Poems written about the 19th Century nationalist uprising against the Russian Empire have been declared ‘extremist’ in what is being seen as an expanding crackdown on opposition, including anti-Russian sentiment, in Belarus.
According to the BBC, experts described the banning of the poems as part of a transition to totalitarianism, as many opponents of the regime are nationalists who dislike authoritarian Belarus leader Alexander Lukashenko’s pro-Russian stance.
The prosecutor’s office in the capital Minsk announced on Thursday said that the two poems by Vintsent Dunin-Marcinkievič, The Winds are Floating and Conversation of an Elderly Man, along with a foreword to the author’s collected works by literary critic Yazep Yanushkevich, had been declared ‘extremist material’.
The independent outlet, Nexta, said that books by several 20th Century authors – Larisa Geniyush, Vladimir Neklyayev, Lidiya Arobey, and Natalya Arseneva – had also been banned.
The BBC reports that the poems by Dunin-Marcinkievič were written during the Kastus Kalinowski rebellion of 1863 by Belarusians and Poles in what was then Poland and a part of the Russian Empire.
At the time, Dunin-Marcinkievič was accused of disseminating ideas ‘harmful for the authorities’. However, though he was arrested and incarcerated, his direct participation in the uprising was never proven.
Today his works are part of the school curriculum and his plays are performed regularly. He has several streets named after him and he is celebrated in his hometown of Bobruisk, in the south-east of Belarus.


*PROMPT*. Everything in the records except the pictures must be copied out exactly.

EXERCISE DATA Block Start

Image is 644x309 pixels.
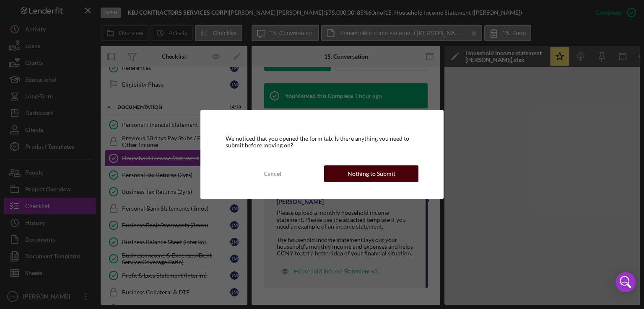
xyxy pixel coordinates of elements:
[225,165,320,182] button: Cancel
[348,165,395,182] div: Nothing to Submit
[616,272,636,293] div: Open Intercom Messenger
[263,165,282,182] div: Cancel
[324,165,419,182] button: Nothing to Submit
[225,135,419,149] div: We noticed that you opened the form tab. Is there anything you need to submit before moving on?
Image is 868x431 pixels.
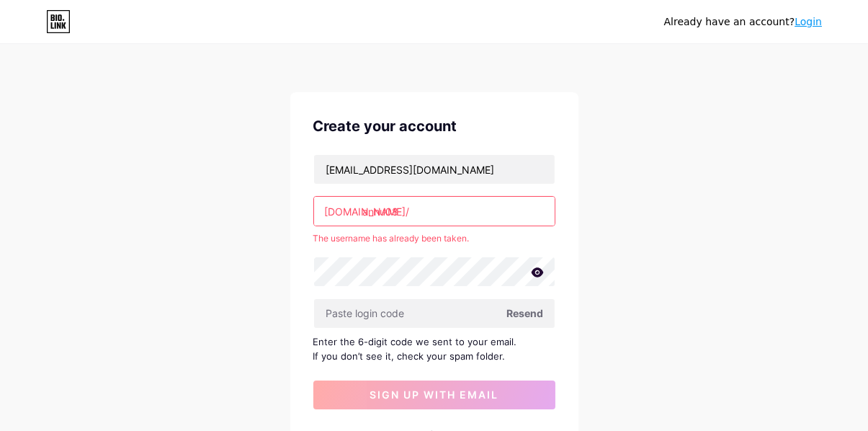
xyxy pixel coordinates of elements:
[507,305,544,320] span: Resend
[314,196,555,226] input: username
[370,389,499,401] span: sign up with email
[325,204,410,219] div: [DOMAIN_NAME]/
[314,155,555,184] input: Email
[313,335,556,363] div: Enter the 6-digit code we sent to your email. If you don’t see it, check your spam folder.
[313,115,556,137] div: Create your account
[313,381,556,410] button: sign up with email
[314,299,555,328] input: Paste login code
[795,16,822,27] a: Login
[664,14,822,29] div: Already have an account?
[313,232,556,245] div: The username has already been taken.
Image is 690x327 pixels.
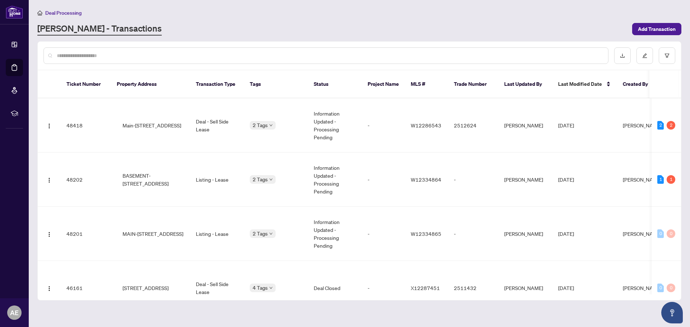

EXERCISE DATA Block End

*WRITTEN SOLUTION*.
Image is 644x309 pixels.
xyxy pixel coordinates of elements:
[225,165,320,182] button: Cancel
[348,165,395,182] div: Nothing to Submit
[616,272,636,293] div: Open Intercom Messenger
[263,165,282,182] div: Cancel
[324,165,419,182] button: Nothing to Submit
[225,135,419,149] div: We noticed that you opened the form tab. Is there anything you need to submit before moving on?
Image is 868x431 pixels.
xyxy pixel coordinates of elements:
[507,305,544,320] span: Resend
[314,196,555,226] input: username
[370,389,499,401] span: sign up with email
[325,204,410,219] div: [DOMAIN_NAME]/
[314,155,555,184] input: Email
[313,335,556,363] div: Enter the 6-digit code we sent to your email. If you don’t see it, check your spam folder.
[313,115,556,137] div: Create your account
[313,381,556,410] button: sign up with email
[314,299,555,328] input: Paste login code
[795,16,822,27] a: Login
[664,14,822,29] div: Already have an account?
[313,232,556,245] div: The username has already been taken.
Image is 690x327 pixels.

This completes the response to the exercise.